The Suicide Club by Andrew Williams (Hodder & Stoughton)

THE never-ending slaughter of the First World War is the backdrop for this novel but mainly seen through the eyes of those involved in the murky world of the spy.

The central character is Alexander Innes, a captain wounded at the Somme, and now working with the resistance in Belgium.

He is called back to London for a briefing and then dispatched to just behind the front line to Field-Marshall Haig’s army headquarters in France.

Innes is asked to spy on his own fellow officers because of fears that the intelligence being fed to Haig is false, prompting the Field-Marshall to launch attack after attack a seemingly weakening German force, all of the time adding to an already appalling death toll.

Innes tries to establish whether the intelligence is false and the identity of a secret agent called Faust.

But he is bogged down by the internal squabbling between senior officers at HQ and back in London where Prime Minister Lloyd George is unwilling or unable to make a decision as to what direction the war should take.

The tension is wound up a notch when Innes decides to go back undercover behind enemy lines in Belgium to discover the truth but finds himself in a situation where not only the Germans pose a danger to him but people on his own side.

The title of the novel refers to an espionage unit which was doomed to failure and the author’s immaculate research paints a very real and tragic picture of life – and how easy it was to lose it – in the First World War.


_Work order:_ Only the text belongs in the copy: retype each record exactly as it appears.

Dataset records
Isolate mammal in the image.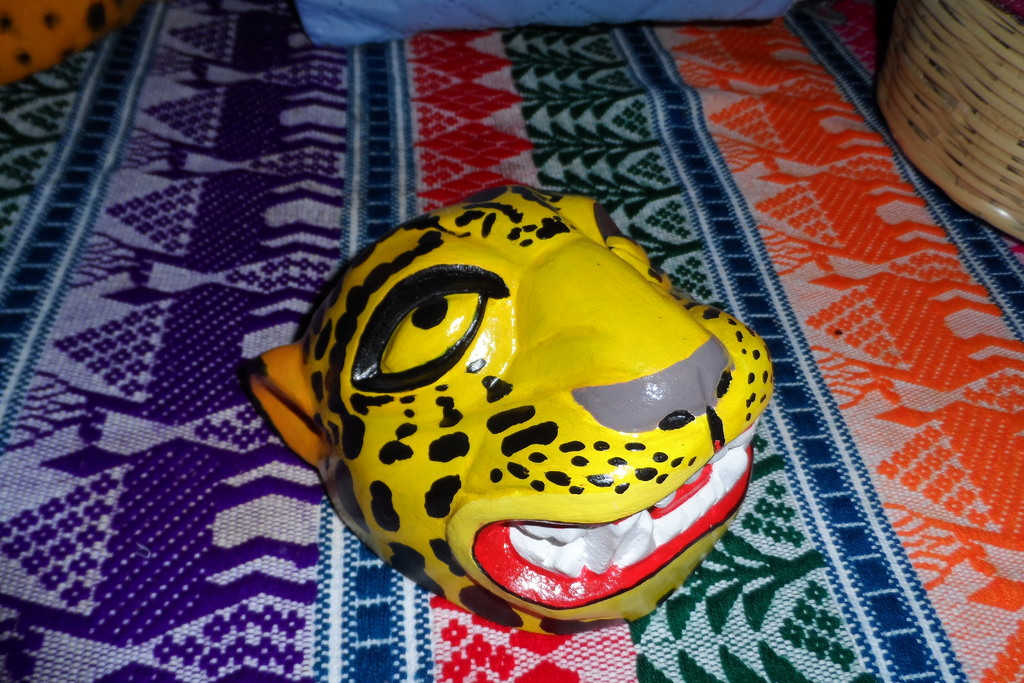
Isolated region: pyautogui.locateOnScreen(255, 194, 787, 659).
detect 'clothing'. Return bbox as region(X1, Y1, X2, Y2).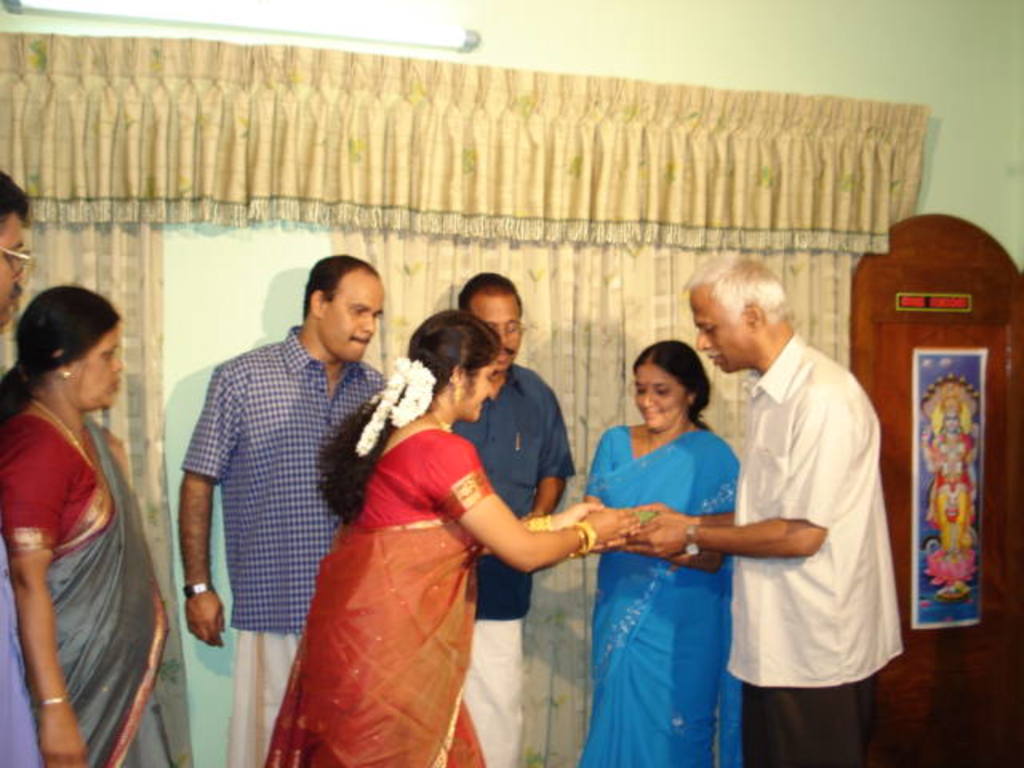
region(702, 336, 907, 766).
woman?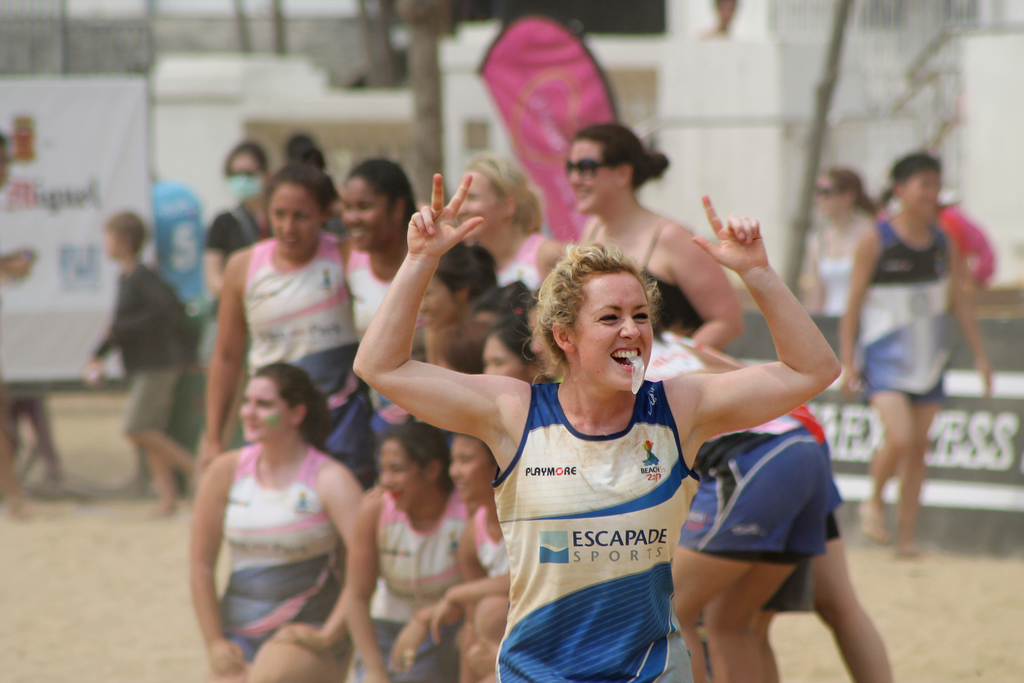
{"left": 804, "top": 164, "right": 881, "bottom": 318}
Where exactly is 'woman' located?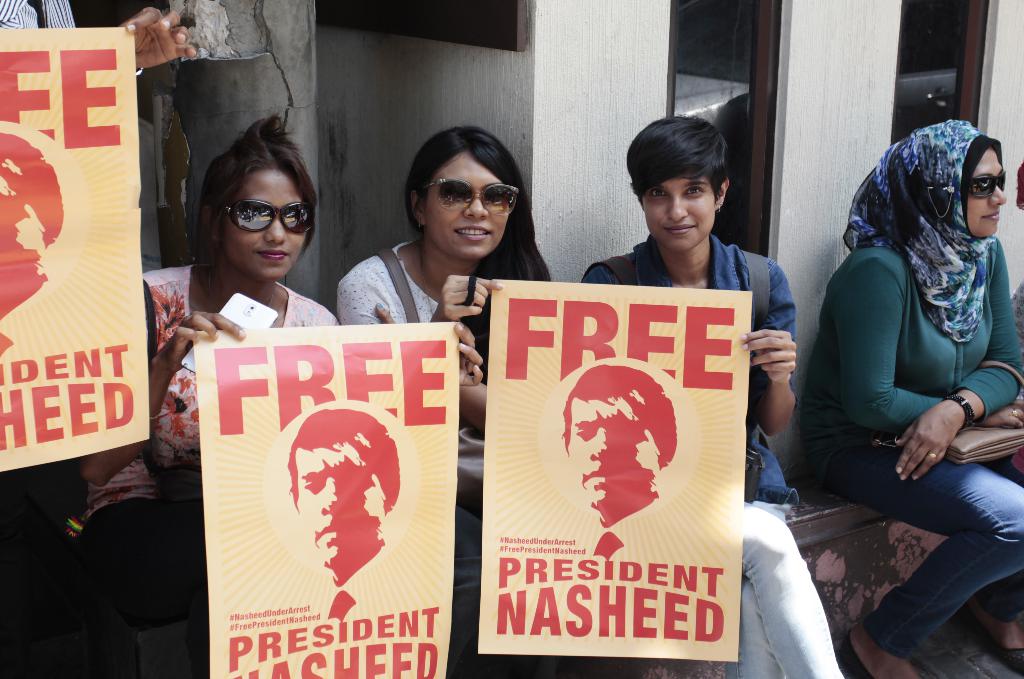
Its bounding box is 65 111 340 678.
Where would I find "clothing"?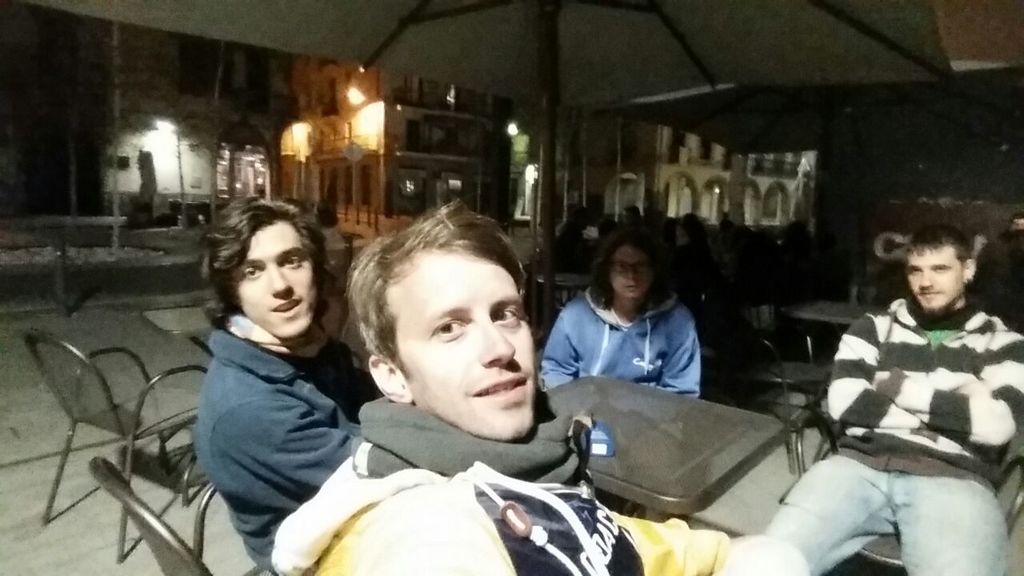
At select_region(271, 398, 804, 575).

_Answer box:_
Isolate mammal in the image.
Isolated region: pyautogui.locateOnScreen(255, 194, 787, 659).
detect 'clothing'. Return bbox as region(X1, Y1, X2, Y2).
region(702, 336, 907, 766).
woman?
{"left": 804, "top": 164, "right": 881, "bottom": 318}
Where exactly is 'woman' located?
Its bounding box is 65 111 340 678.
Where would I find "clothing"?
At select_region(271, 398, 804, 575).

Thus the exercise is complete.